Sunday, August 10, 2014

Church on the World’s Turf: faith in hard places

How do Christians engage with their world?

Paul Bramadat decided to answer the question by researching a student group on a Canadian campus. For a year, he participated in the InterVarsity club at McMaster University. He interviewed people and attended small groups. He even went with them on a month long mission to Lithuania. All the time, as he attempted to understand them, they attempted to convert him.

The result is The Church on the World’s Turf : An Evangelical Christian Group at a Secular University (Religion in America Series). It’s a sensitive and thoughtful reflection.

He argues that evangelicals are creative and innovative. They employ a complex set of responses. They create a fortress in order to maintain an identity. At the same time, they create bridges in order to be true to their understandings. Key to this is the student group itself – it creates a space in which this creative innovation can be encouraged, in which identity can be nurtured and connections can be established.

“By focusing on evangelicals’ creativity in the face of the perceived hegemony of the secular ethos, not only do we gain a more nuanced view of the resistance of marginalized groups but we also begin to see these Christians as the multidimenensional and imaginative people they are. At the very least, an emphasis on evangelicals’ enthusiastic and creative responses to perceived marginalization might help us understand why evangelical church and parachurch groups show no sign of disintegration and are almost the only sector of contemporary North American Christianity sustaining and even increasing its membership.” (Paul Bramadat, The Church on the World’s Turf : An Evangelical Christian Group at a Secular University (Religion in America Series), 147)

Bramadat makes this argument has he explores attitudes to women, approaches to faith sharing, the understandings of the spiritual. It is a fascinating study, the first in-depth ethnographic study of a Christian campus group Bramadat was aware of (at the time of publication in 2000). It shows the richness possible when ethnography is used in research, the creativity of faith responses to the world around and the possibilities for religious groups to nurture robust relationships with their world.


A faithful copy of every record is needed here. Images must not appear in it.

DATA TO PROCESS START

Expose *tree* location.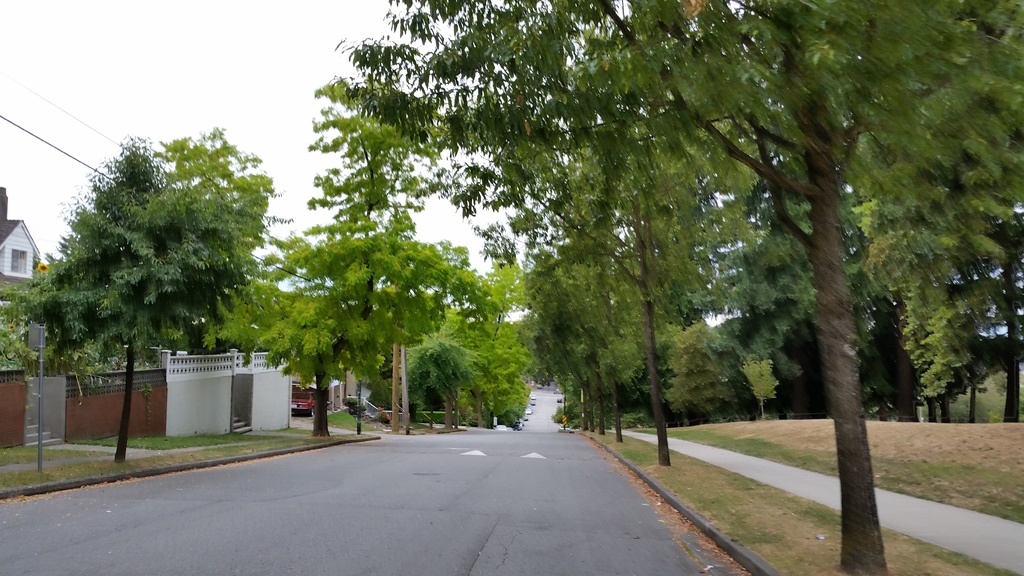
Exposed at [x1=391, y1=239, x2=548, y2=429].
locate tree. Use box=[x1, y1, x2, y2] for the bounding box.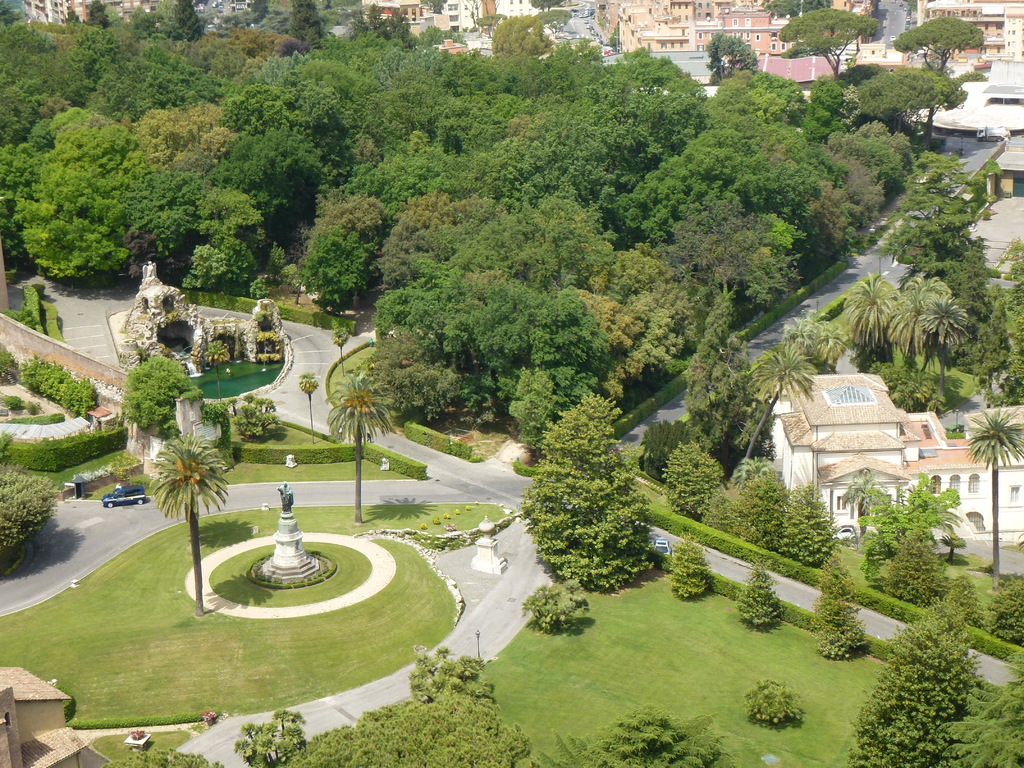
box=[666, 532, 715, 600].
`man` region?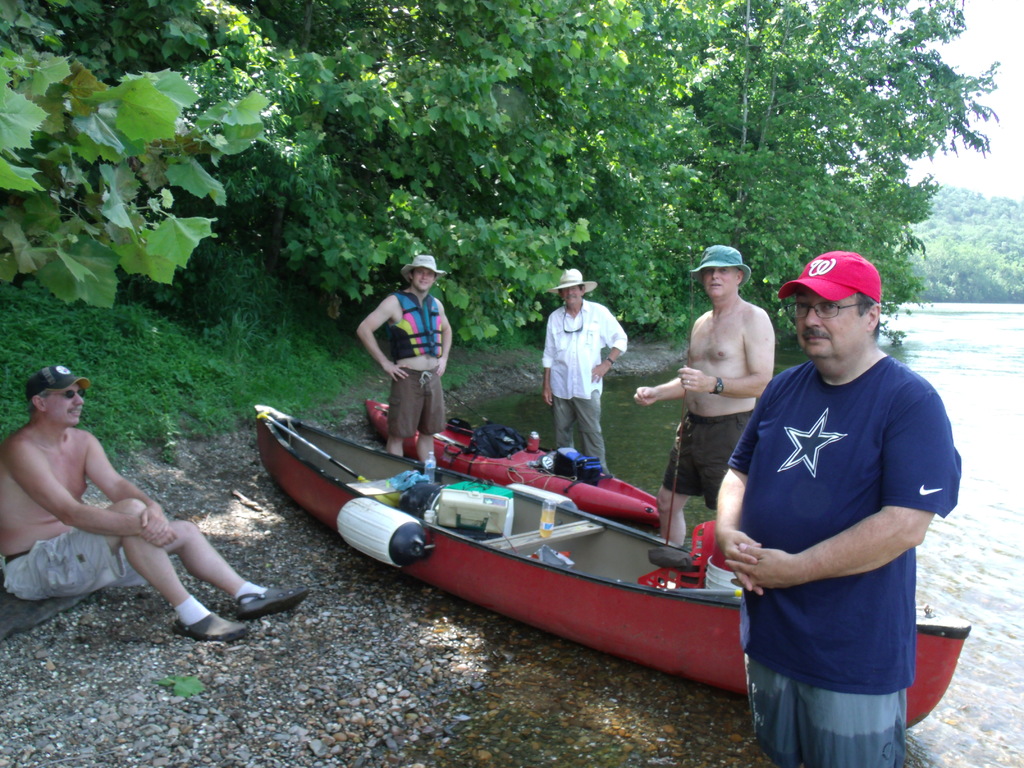
{"x1": 0, "y1": 362, "x2": 310, "y2": 643}
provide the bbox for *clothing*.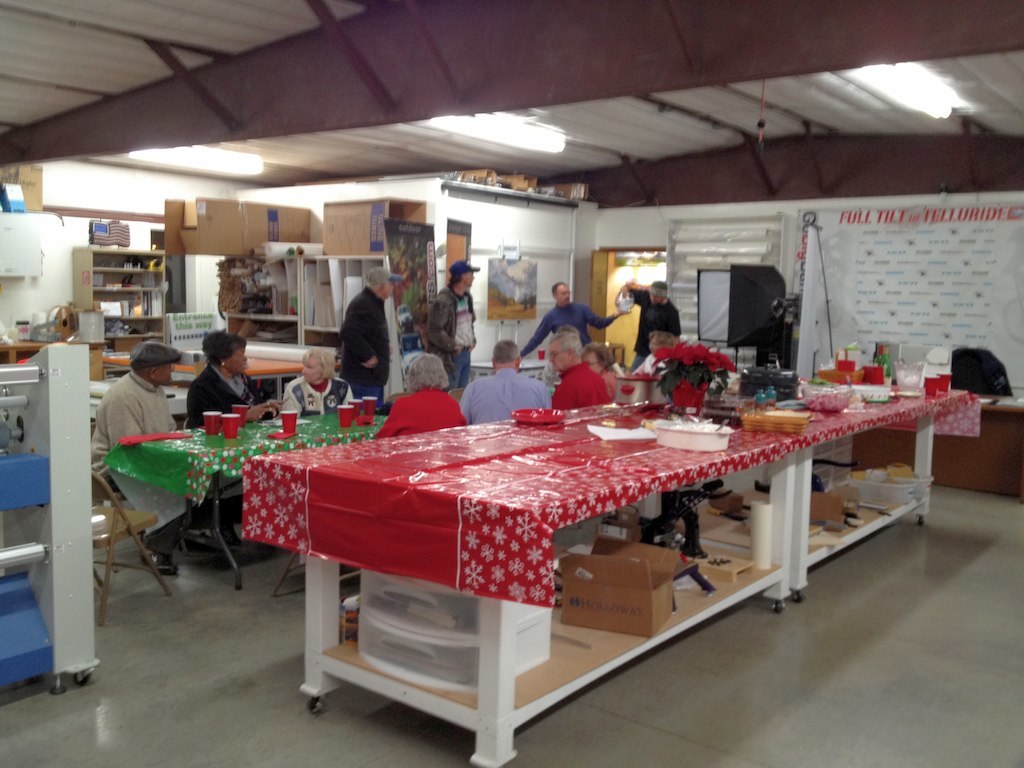
region(87, 365, 175, 551).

DATA TO PROCESS END

* EXERCISE SOLUTION *
Expose *tree* location.
Exposed at [x1=391, y1=239, x2=548, y2=429].
locate tree. Use box=[x1, y1, x2, y2] for the bounding box.
box=[666, 532, 715, 600].
`man` region?
{"x1": 0, "y1": 362, "x2": 310, "y2": 643}
provide the bbox for *clothing*.
region(87, 365, 175, 551).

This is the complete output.